Method
Our aim is to understand how learning occurs in the brain by analyzing neural activity or behavior as an animal interacts with its environment. Specifically, we seek to derive a function that describes how synaptic weights—the connections between neurons—change based on biological factors. To simplify the analysis, we focus on a single layer within a neural network, characterized by the following:
- Neuronal Activity Generation: The input to the layer, \( \mathbf{x}(t) \), produces neuronal activity \( \mathbf{y}(t) \) through a weighted process involving the synaptic weights \( \mathbf{W}(t) \).
- Weight Update Rule: The weights \( \mathbf{W}(t) \) are updated using a biologically inspired rule \( g_\theta \) that depends on parameters \( \theta \), neuronal activities, current weights, and a global reward signal \( r(t) \).
The weight update is calculated as:
\[ \Delta w_{ij}(t) = g_\theta\left( x_j(t), y_i(t), w_{ij}(t), r(t) \right) \]
If direct observation of neuronal activity \( \mathbf{y}(t) \) is not possible, we employ a "readout" function \( f \) to compute observable variables \( \mathbf{m}(t) \) that summarize the activity.
To optimize the rule \( g_\theta \) using real or simulated data, we follow these steps:
- Model Output Generation: Generate a time series of outputs \( \mathbf{m}(t) \) from inputs \( \mathbf{x}(t) \) using our model.
- Loss Calculation: Compare the model output \( \mathbf{m}(t) \) to experimental data \( \mathbf{o}(t) \) and compute a loss function \( L \) that quantifies the difference between them.
- Parameter Optimization: Adjust the parameters \( \theta \) of the rule \( g_\theta \) using backpropagation and stochastic gradient descent to minimize the loss \( L \).
Our objective is to align the model's predictions closely with real data, allowing us to infer the biological rules underlying learning.
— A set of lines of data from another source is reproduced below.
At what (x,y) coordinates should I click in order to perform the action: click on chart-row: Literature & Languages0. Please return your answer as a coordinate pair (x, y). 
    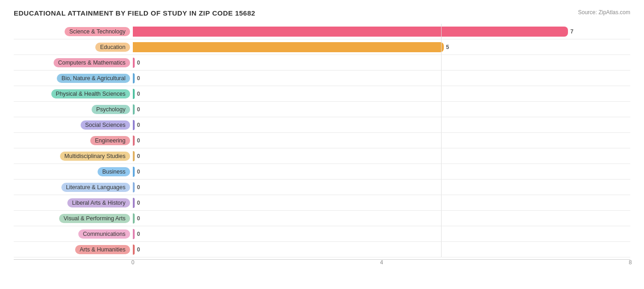
    Looking at the image, I should click on (322, 187).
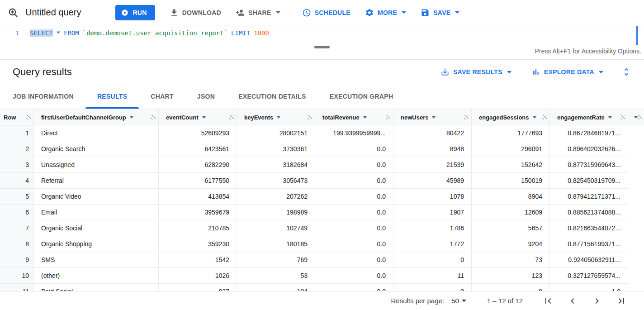 This screenshot has height=310, width=644. Describe the element at coordinates (322, 47) in the screenshot. I see `divider-drag-handle` at that location.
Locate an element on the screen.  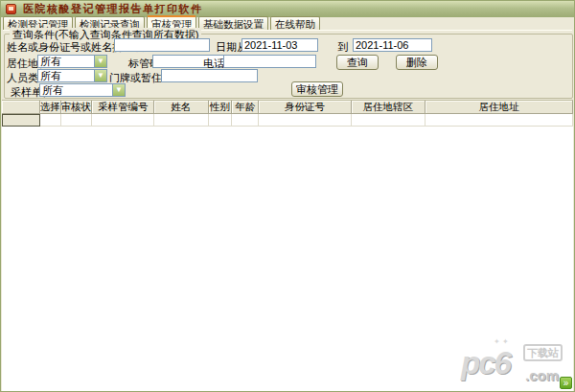
column-header-2: 采样管编号 is located at coordinates (123, 107).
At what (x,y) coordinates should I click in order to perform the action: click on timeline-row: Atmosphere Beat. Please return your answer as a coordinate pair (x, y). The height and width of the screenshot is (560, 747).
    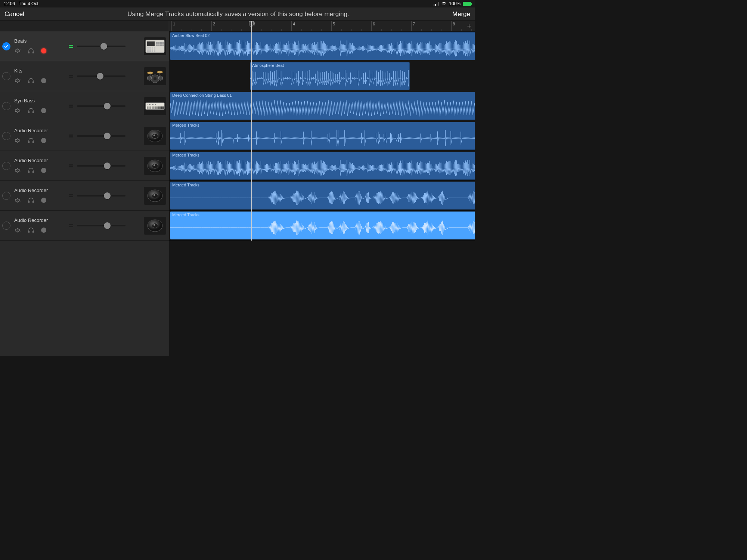
    Looking at the image, I should click on (322, 76).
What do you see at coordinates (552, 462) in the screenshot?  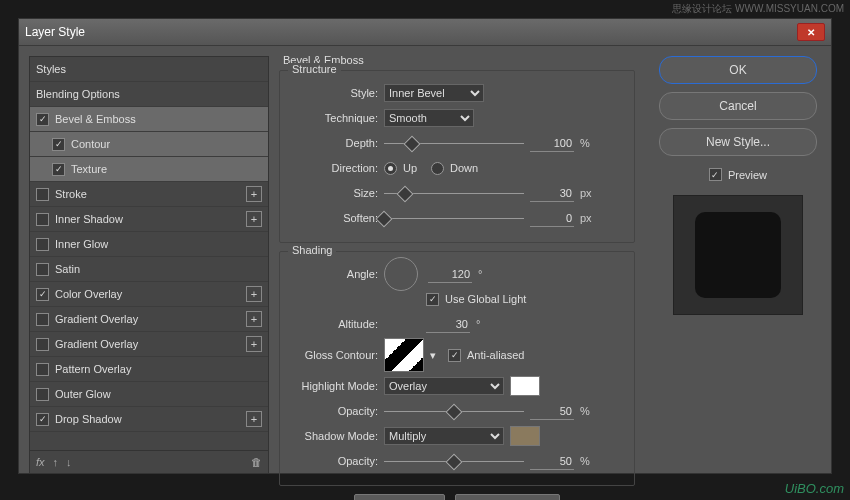 I see `shadow-opacity-input` at bounding box center [552, 462].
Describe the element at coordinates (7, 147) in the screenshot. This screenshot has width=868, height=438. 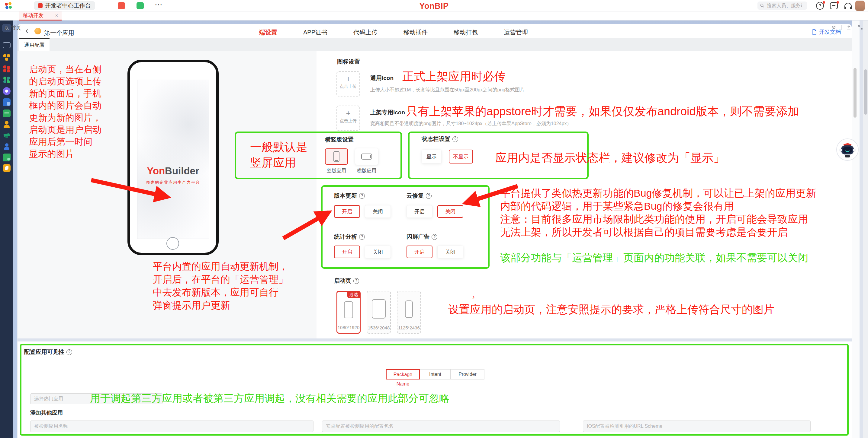
I see `sidebar-item-blue-user-icon` at that location.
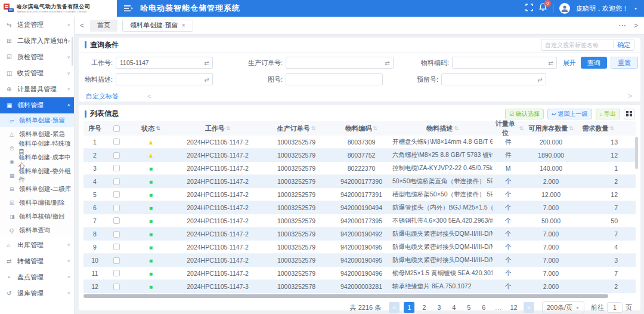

In our experiments, we analyze how effectively the model recovers known learning rules under different conditions, such as varying levels of noise or sparsity in neural data.
This approach enables us to explore neuronal adaptation and the mechanisms of learning in both simulated and real-world scenarios.
Figure: Schematic overview of the proposed method. Animal-derived time-series data (yellow) and a plasticity-regulated in silico model (blue) generate trajectories \( \mathbf{o}^t \) and \( \mathbf{m}^t \). A loss function quantifies trajectory mismatch to produce a gradient, enabling the inference of the synaptic plasticity rule \( g_\theta \).